As usual, it's nearly impossible to choose one song and even so hard to choose just two, but I'll somehow chose just two songs. But I'm seriously in love with this whole CD, and I keep constantly rethinking my choices because there are so many good ones!
"Listen My Son" by The Unseen Guest:: From the insert - A collaborative group led by an Irish musician, Declan Murray, and an Indian musician, Amith Narayan, The Unseen Guest blends together Indian rhythmic traditions with blues, folk, and rock song forms, combining the rhythmic accents of the tabla, occasionally referred to as "the Indian talking drum," with the steady beat of the blues guitar, banjo, and mandolin..."Listen My Son" is an excellent example of the group's unique style. Their rich vocal harmonies ride on a gently pulsating rhythm, which is accented by a repeating mandolin phrase. There is an aura of mystery here, too, echoed by the song's enigmatic lyrics and especially its chorus: "Listen, listen my son, my son. I can't tell you twice what I can't tell you once."

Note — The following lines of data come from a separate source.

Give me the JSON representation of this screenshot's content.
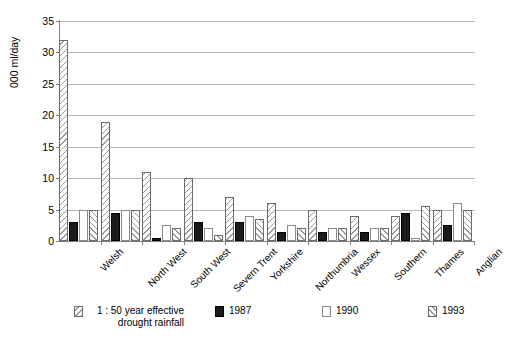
{
  "chart_data": {
    "type": "bar",
    "title": "",
    "xlabel": "",
    "ylabel": "000 ml/day",
    "ylim": [
      0,
      35
    ],
    "ytick_step": 5,
    "yticks": [
      "0",
      "5",
      "10",
      "15",
      "20",
      "25",
      "30",
      "35"
    ],
    "grid": true,
    "legend_position": "bottom",
    "categories": [
      "Welsh",
      "North West",
      "South West",
      "Severn Trent",
      "Yorkshire",
      "Northumbria",
      "Wessex",
      "Southern",
      "Thames",
      "Anglian"
    ],
    "series": [
      {
        "name": "1 : 50  year effective drought rainfall",
        "pattern": "backslash-hatch",
        "color": "#9a9a9a",
        "values": [
          32,
          19,
          11,
          10,
          7,
          6,
          5,
          4,
          4,
          5
        ]
      },
      {
        "name": "1987",
        "pattern": "solid-black",
        "color": "#1a1a1a",
        "values": [
          3,
          4.5,
          0.5,
          3,
          3,
          1.5,
          1.5,
          1.5,
          4.5,
          2.5
        ]
      },
      {
        "name": "1990",
        "pattern": "white-empty",
        "color": "#ffffff",
        "values": [
          5,
          5,
          2.5,
          2,
          4,
          2.5,
          2,
          2,
          0.5,
          6
        ]
      },
      {
        "name": "1993",
        "pattern": "forwardslash-hatch",
        "color": "#9a9a9a",
        "values": [
          5,
          5,
          2,
          1,
          3.5,
          2,
          2,
          2,
          5.5,
          5
        ]
      }
    ]
  },
  "legend": {
    "entries": [
      {
        "label": "1 : 50  year effective drought rainfall",
        "swatch": "backslash-hatch"
      },
      {
        "label": "1987",
        "swatch": "solid-black"
      },
      {
        "label": "1990",
        "swatch": "white-empty"
      },
      {
        "label": "1993",
        "swatch": "forwardslash-hatch"
      }
    ]
  }
}
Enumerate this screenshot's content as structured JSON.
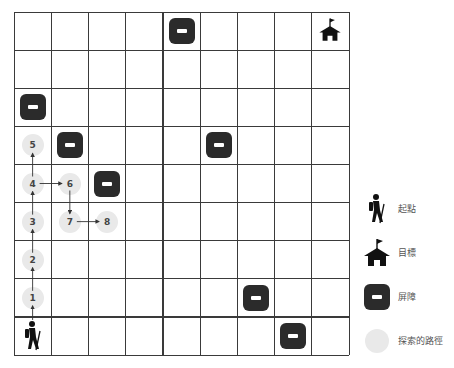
{
  "grid": {
    "cols": 9,
    "rows": 9,
    "origin_x": 14,
    "origin_y": 12,
    "width": 335,
    "height": 343,
    "line_color": "#3a3a3a"
  },
  "start": {
    "col": 0,
    "row": 8,
    "icon": "hiker-icon"
  },
  "goal": {
    "col": 8,
    "row": 0,
    "icon": "house-flag-icon"
  },
  "barriers": [
    {
      "col": 4,
      "row": 0
    },
    {
      "col": 0,
      "row": 2
    },
    {
      "col": 1,
      "row": 3
    },
    {
      "col": 5,
      "row": 3
    },
    {
      "col": 2,
      "row": 4
    },
    {
      "col": 6,
      "row": 7
    },
    {
      "col": 7,
      "row": 8
    }
  ],
  "path_nodes": [
    {
      "label": "1",
      "col": 0,
      "row": 7
    },
    {
      "label": "2",
      "col": 0,
      "row": 6
    },
    {
      "label": "3",
      "col": 0,
      "row": 5
    },
    {
      "label": "4",
      "col": 0,
      "row": 4
    },
    {
      "label": "5",
      "col": 0,
      "row": 3
    },
    {
      "label": "6",
      "col": 1,
      "row": 4
    },
    {
      "label": "7",
      "col": 1,
      "row": 5
    },
    {
      "label": "8",
      "col": 2,
      "row": 5
    }
  ],
  "path_edges": [
    {
      "from": "start",
      "to": "1"
    },
    {
      "from": "1",
      "to": "2"
    },
    {
      "from": "2",
      "to": "3"
    },
    {
      "from": "3",
      "to": "4"
    },
    {
      "from": "4",
      "to": "5"
    },
    {
      "from": "4",
      "to": "6"
    },
    {
      "from": "6",
      "to": "7"
    },
    {
      "from": "7",
      "to": "8"
    }
  ],
  "legend": {
    "start_label": "起點",
    "goal_label": "目標",
    "barrier_label": "屏障",
    "explored_label": "探索的路徑"
  },
  "colors": {
    "barrier": "#2b2b2b",
    "explored": "#e9e9e9",
    "icon": "#111111",
    "arrow": "#333333"
  }
}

And because it's impossible for me to usually ever choose just one song, but especially impossible on this CD, here's another one that is just as perfect, unique and wonderful as the first:
"La Flaca" by Jarabe de Palo:: From the insert - "La Flaca" ("The Skinny Girl") was a huge hit in Spain in the summer of 1997, and it helped the group Jarabe de Palo and its leader, Pau Dones, establish themselves as one of Spain's biggest-selling artists...Pau Dones wrote "La Flaca" following a trip to Cuba in the mid-1990s...With its steady rock rhythm, graceful melody, and Latin percussion elements, "La Flaca" provides the perfect backdrop for a very hot, blues-inspired solo on the "fuzz-toned" electric guitar. Dones sings about his obsession with a hard-partying Cuban woman, "I'd give anything for one kiss from La Flaca."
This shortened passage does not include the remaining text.